Wednesday, Jan. 8 when union members voted to ratify a new contract.

At times, Vail Resorts acknowledged the strike’s impacts on , but those posts were subsequently deleted and mentions of the job action removed, . The radio station reported that, by the job action’s second week, resort officials issued statements acknowledging the effect on guests’ experience. Park City Mountain also removed the metric on its website indicating the percentage of skiable terrain that was open, KPCW reported. After the strike concluded, Vail Resorts Mountain Division President Bill Rock and thanked staff who helped to keep the resort open over the busy holiday period.
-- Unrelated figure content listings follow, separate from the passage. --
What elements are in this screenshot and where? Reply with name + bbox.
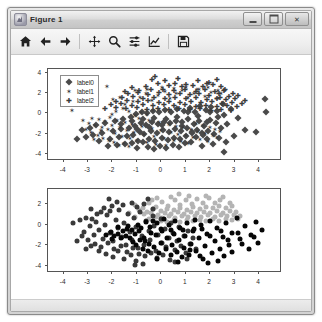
data-point — [197, 106, 202, 111]
data-point — [197, 217, 202, 222]
axes-bottom[interactable]: -4-3-2-101234-4-202 — [47, 188, 281, 272]
data-point — [231, 133, 238, 140]
data-point — [241, 127, 248, 134]
y-tick — [45, 112, 48, 113]
y-tick — [45, 224, 48, 225]
y-tick-label: 2 — [37, 89, 41, 96]
data-point — [170, 243, 175, 248]
data-point — [190, 134, 195, 139]
data-point — [92, 122, 97, 127]
data-point — [70, 221, 75, 226]
x-tick-label: 3 — [232, 278, 236, 285]
x-tick — [234, 271, 235, 274]
configure-subplots-button[interactable] — [124, 32, 144, 52]
data-point — [136, 228, 141, 233]
data-point — [106, 197, 111, 202]
data-point — [140, 261, 145, 266]
data-point — [200, 123, 205, 128]
data-point — [163, 143, 168, 148]
y-tick — [45, 133, 48, 134]
back-button[interactable] — [35, 32, 55, 52]
axes-top[interactable]: label0label1label2 -4-3-2-101234-4-2024 — [47, 68, 281, 160]
y-tick-label: -4 — [35, 261, 41, 268]
close-button[interactable]: ✕ — [285, 12, 309, 26]
figure-canvas[interactable]: label0label1label2 -4-3-2-101234-4-2024 … — [11, 55, 311, 299]
x-tick — [258, 271, 259, 274]
toolbar-separator-1 — [79, 34, 80, 49]
edit-axis-button[interactable] — [144, 32, 164, 52]
legend-marker — [64, 96, 73, 104]
data-point — [143, 254, 148, 259]
data-point — [134, 105, 139, 110]
data-point — [141, 131, 146, 136]
data-point — [110, 254, 115, 259]
data-point — [141, 201, 146, 206]
x-tick — [136, 159, 137, 162]
pan-button[interactable] — [84, 32, 104, 52]
maximize-button[interactable] — [264, 12, 283, 26]
data-point — [207, 218, 212, 223]
zoom-button[interactable] — [104, 32, 124, 52]
home-button[interactable] — [15, 32, 35, 52]
figure-window: Figure 1 ✕ — [7, 7, 315, 315]
data-point — [96, 248, 101, 253]
data-point — [173, 123, 178, 128]
data-point — [116, 249, 121, 254]
data-point — [149, 230, 154, 235]
data-point — [158, 240, 163, 245]
data-point — [195, 112, 202, 119]
data-point — [187, 107, 192, 112]
y-tick-label: 0 — [37, 109, 41, 116]
data-point — [78, 218, 83, 223]
y-tick — [45, 244, 48, 245]
x-tick-label: -2 — [109, 166, 115, 173]
data-point — [165, 235, 170, 240]
data-point — [195, 129, 200, 134]
floppy-disk-icon — [177, 35, 190, 48]
data-point — [155, 105, 160, 110]
data-point — [121, 203, 126, 208]
navigation-toolbar — [11, 29, 311, 55]
x-tick-label: 4 — [256, 278, 260, 285]
forward-button[interactable] — [55, 32, 75, 52]
data-point — [123, 233, 128, 238]
data-point — [183, 233, 188, 238]
data-point — [89, 115, 94, 120]
data-point — [228, 107, 233, 112]
data-point — [144, 112, 149, 117]
data-point — [118, 243, 123, 248]
data-point — [188, 241, 193, 246]
x-tick-label: -1 — [133, 278, 139, 285]
data-point — [195, 197, 200, 202]
data-point — [137, 238, 142, 243]
minimize-button[interactable] — [243, 12, 262, 26]
data-point — [79, 234, 84, 239]
data-point — [143, 239, 148, 244]
data-point — [117, 125, 122, 130]
data-point — [205, 261, 210, 266]
y-tick — [45, 92, 48, 93]
data-point — [227, 242, 232, 247]
data-point — [193, 217, 198, 222]
data-point — [101, 205, 106, 210]
data-point — [132, 263, 137, 268]
x-tick-label: -1 — [133, 166, 139, 173]
window-controls: ✕ — [243, 12, 309, 26]
data-point — [210, 251, 215, 256]
data-point — [224, 120, 231, 127]
data-point — [229, 249, 234, 254]
y-tick — [45, 72, 48, 73]
data-point — [227, 200, 232, 205]
x-tick-label: 2 — [207, 278, 211, 285]
data-point — [222, 253, 227, 258]
data-point — [156, 119, 161, 124]
data-point — [134, 137, 139, 142]
save-button[interactable] — [173, 32, 193, 52]
y-tick-label: -2 — [35, 241, 41, 248]
data-point — [91, 232, 96, 237]
data-point — [177, 192, 182, 197]
data-point — [125, 226, 130, 231]
data-point — [104, 83, 109, 88]
data-point — [95, 212, 100, 217]
data-point — [114, 200, 119, 205]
Employees at Whistler Blackcomb (WB) have attempted to organize at various times, without success. In 2017, a small group of Snow School instructors began , the United Food & Commercial Workers International Union Local 1518, after they said talks with Vail Resorts about improved compensation and benefits led nowhere. In 2020, Whistler Blackcomb snowmakers’ union ambitions after B.C.’s Labour Relations Board (LRB) dismissed an application, submitted by the UFCW, to recognize 28 snowmaking department staff as a collective bargaining unit. Ultimately, the labour board found snowmakers’ shared duties with other departments made them inappropriate for bargaining. A subsequent UFCW application to have the decision reconsidered was dismissed in early 2021.

Since dubbed the Whistler Workers Alliance, the group initially targeted Whistler Blackcomb’s entire 4,000-plus workforce for organizing, lofty ambitions given the size and transient nature of the ski resort’s employee base. The support of at least half of WB’s bargaining unit (meaning non-managerial staff) would be required to unionize.

“It’s a tough labour force to unionize because many of them are only here for short periods of time,” UBC professor Craig Riddell, who specializes in labour economics and relations, told Pique in February 2021.

"Think of joining a union like an investment: You're putting in time and effort at the beginning, and you may end up having to go on strike to get the initial contract you want, and it presumably pays off in the future. But if you're only involved in that activity for a year or two, that may not be worth it."

It’s also unlikely the LRB would recognize WB’s entire workforce as a single bargaining unit, which it bases on several criteria, including similarity in skills and working conditions. A union push from a smaller potential bargaining unit like, say, ski patrol, would presumably have a more realistic chance of organizing.

Pique has requested comment from UFCW 1518 and members of Whistler Blackcomb’s ski patrol and will update this story if we hear back.